Free music!
Okay, so I buy a LOT of tickets. Like, um… well, I see about 500 bands a year. And I blog about it a lot. It’s kind of ridiculous how many tickets I have laying around the house. Like I ought to be able to buy bonds or something against them. It’s like a form of currency. Um. Or something. Here’s a picture:

But that is not the point I am making today. Today, I am thinking a different thought. So, like, as you probably guess, and can see from the picture, I buy a lot of tickets from Ticketmaster.
For the last year or two, Ticketmaster and Apple have been running an iTunes promotion. When you buy a ticket from ticketmaster, you get a free song.

So I buy two tickets at a time, so I get two free iTunes songs. About once a month, I go through all the calendars of all the clubs I like in Boston and New York and buy tickets for any upcoming show I may want to see. There’s a complicated math algorithm here about my travel schedule and buying tickets for shows I don’t end up going to, and resorting to scalpers, but basically it’s cheaper to buy them even if I’m not definitely going to make it, plus I get the added bonus of making my friends happy when I drop free tickets on them.
But that is not the point I am making today either.
This iTunes thing has, basically, made it so I’ve bought almost no new music in the last few years. This isn’t 100% true of course, I still buy things like new Suicide box sets and out of print Epic Soundtracks records, but basically, whenever I hear some song I like, and I want to own it – be it some catchy new single by the Ting Tings or a Goldfrapp choral version, I have more than enough free songs from Ticketmaster to cover me. Like I never run out. I am, basically, purchasing free music.

(And that’s not having bought any tickets in a month or so. I’ll be back to like 20 by Monday)
Everyone’s getting paid here. There is no piracy. This is interesting to me for two reasons: first, it is totally 100% a Branded Utility, as Ben and Johnny coined so many years back. Secondly, it kind of shows me that the music industry maybe isn’t dying at all, just changing.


Within the records below, how many lines hold the word "area"? Only the number should be returned.

▶ [Materials provided]
● ● ●

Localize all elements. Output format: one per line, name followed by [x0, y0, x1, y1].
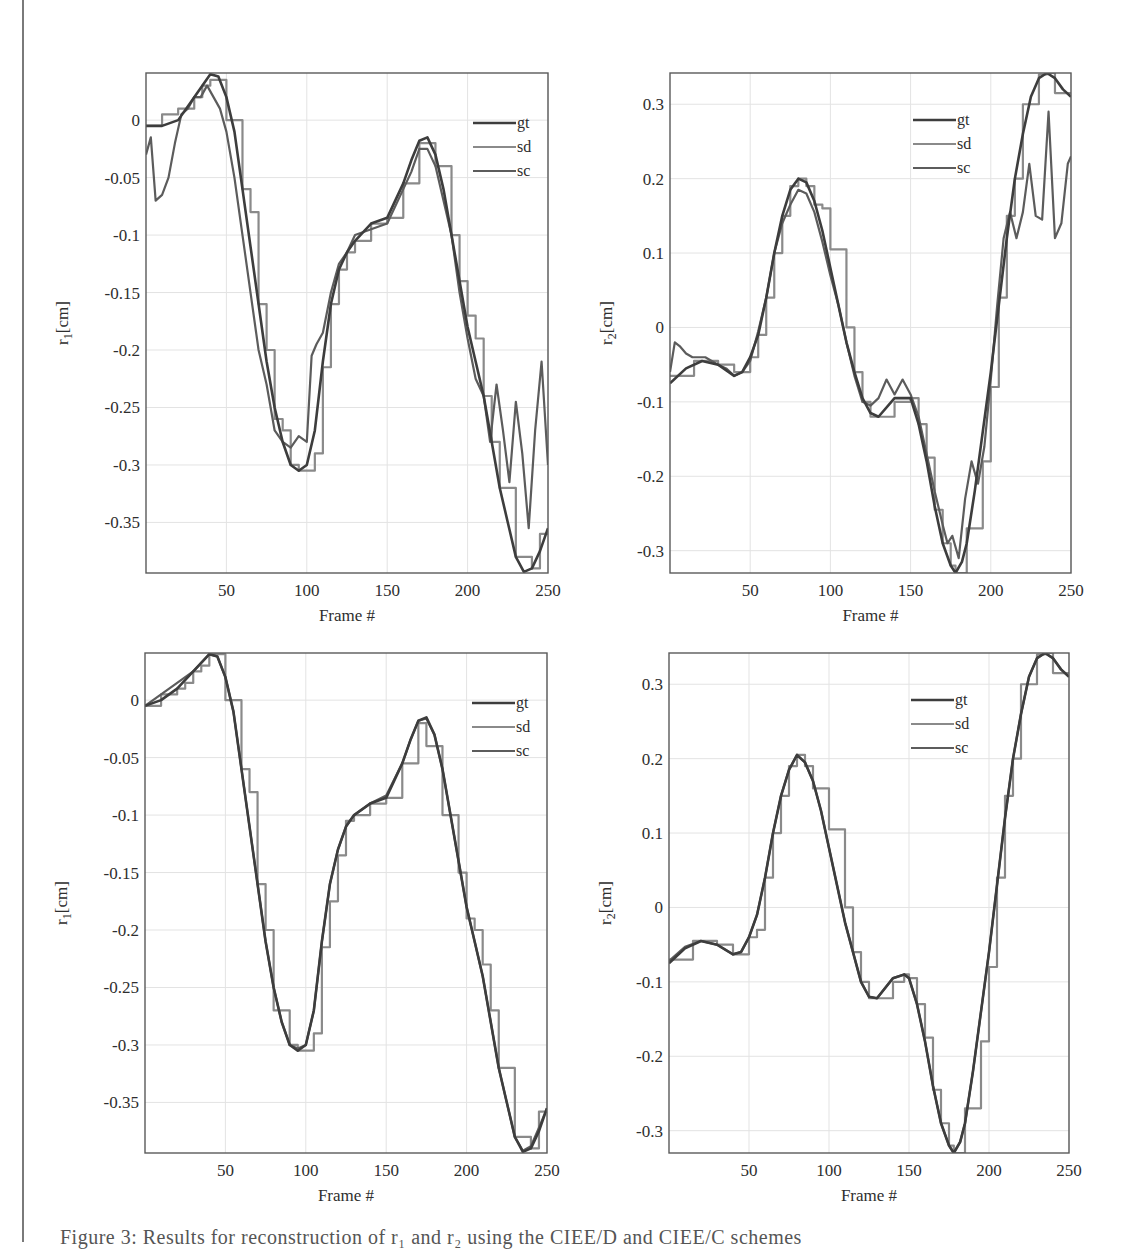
- legend-label-gt: gt: [516, 694, 529, 712]
- y-tick-label: -0.05: [105, 169, 140, 188]
- x-axis-label: Frame #: [318, 1186, 375, 1205]
- y-tick-label: -0.2: [637, 467, 664, 486]
- x-tick-label: 250: [534, 1161, 560, 1180]
- y-tick-label: -0.2: [112, 921, 139, 940]
- y-tick-label: -0.05: [104, 749, 139, 768]
- legend-label-gt: gt: [957, 111, 970, 129]
- y-tick-label: -0.35: [105, 513, 140, 532]
- legend-label-sc: sc: [516, 742, 529, 759]
- x-tick-label: 250: [1056, 1161, 1082, 1180]
- x-tick-label: 50: [218, 581, 235, 600]
- x-tick-label: 200: [454, 1161, 480, 1180]
- y-tick-label: -0.3: [112, 1036, 139, 1055]
- plot-area: [670, 73, 1071, 573]
- x-tick-label: 250: [1058, 581, 1084, 600]
- y-tick-label: -0.25: [104, 978, 139, 997]
- y-tick-label: -0.1: [113, 226, 140, 245]
- y-tick-label: 0.2: [642, 750, 663, 769]
- x-tick-label: 100: [294, 581, 320, 600]
- x-tick-label: 100: [818, 581, 844, 600]
- y-axis-label: r2[cm]: [596, 881, 618, 925]
- y-tick-label: 0.1: [642, 824, 663, 843]
- x-tick-label: 200: [976, 1161, 1002, 1180]
- x-axis-label: Frame #: [841, 1186, 898, 1205]
- x-tick-label: 150: [374, 581, 400, 600]
- x-tick-label: 200: [978, 581, 1004, 600]
- y-tick-label: -0.15: [105, 284, 140, 303]
- y-tick-label: -0.3: [637, 542, 664, 561]
- x-tick-label: 100: [293, 1161, 319, 1180]
- y-tick-label: 0.1: [643, 244, 664, 263]
- chart-top-right: 0.30.20.10-0.1-0.2-0.350100150200250Fram…: [597, 73, 1084, 625]
- y-tick-label: 0: [132, 111, 141, 130]
- x-axis-label: Frame #: [842, 606, 899, 625]
- y-tick-label: 0.2: [643, 170, 664, 189]
- y-tick-label: 0: [656, 318, 665, 337]
- figure-caption: Figure 3: Results for reconstruction of …: [60, 1226, 802, 1249]
- legend-label-sc: sc: [517, 162, 530, 179]
- chart-bottom-right: 0.30.20.10-0.1-0.2-0.350100150200250Fram…: [596, 653, 1082, 1205]
- legend-label-sc: sc: [955, 739, 968, 756]
- y-tick-label: -0.3: [636, 1122, 663, 1141]
- legend-label-sd: sd: [517, 138, 531, 155]
- y-axis-label: r2[cm]: [597, 301, 619, 345]
- x-axis-label: Frame #: [319, 606, 376, 625]
- y-tick-label: -0.1: [112, 806, 139, 825]
- x-tick-label: 250: [535, 581, 561, 600]
- y-tick-label: 0.3: [643, 95, 664, 114]
- y-tick-label: -0.3: [113, 456, 140, 475]
- chart-bottom-left: 0-0.05-0.1-0.15-0.2-0.25-0.3-0.355010015…: [52, 653, 560, 1205]
- y-tick-label: -0.2: [636, 1047, 663, 1066]
- x-tick-label: 150: [896, 1161, 922, 1180]
- y-tick-label: 0: [131, 691, 140, 710]
- x-tick-label: 50: [742, 581, 759, 600]
- y-axis-label: r1[cm]: [53, 301, 75, 345]
- y-tick-label: -0.2: [113, 341, 140, 360]
- y-axis-label: r1[cm]: [52, 881, 74, 925]
- plot-area: [669, 653, 1069, 1153]
- y-tick-label: -0.1: [636, 973, 663, 992]
- y-tick-label: -0.15: [104, 864, 139, 883]
- y-tick-label: -0.1: [637, 393, 664, 412]
- legend-label-sd: sd: [516, 718, 530, 735]
- legend-label-gt: gt: [517, 114, 530, 132]
- chart-top-left: 0-0.05-0.1-0.15-0.2-0.25-0.3-0.355010015…: [53, 73, 561, 625]
- legend-label-sd: sd: [955, 715, 969, 732]
- x-tick-label: 200: [455, 581, 481, 600]
- y-tick-label: 0: [655, 898, 664, 917]
- x-tick-label: 50: [741, 1161, 758, 1180]
- legend-label-gt: gt: [955, 691, 968, 709]
- y-tick-label: -0.25: [105, 398, 140, 417]
- x-tick-label: 150: [898, 581, 924, 600]
- y-tick-label: 0.3: [642, 675, 663, 694]
- x-tick-label: 100: [816, 1161, 842, 1180]
- x-tick-label: 50: [217, 1161, 234, 1180]
- y-tick-label: -0.35: [104, 1093, 139, 1112]
- legend-label-sd: sd: [957, 135, 971, 152]
- legend-label-sc: sc: [957, 159, 970, 176]
- x-tick-label: 150: [373, 1161, 399, 1180]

● ● ●

▶ [Completed exercise]
2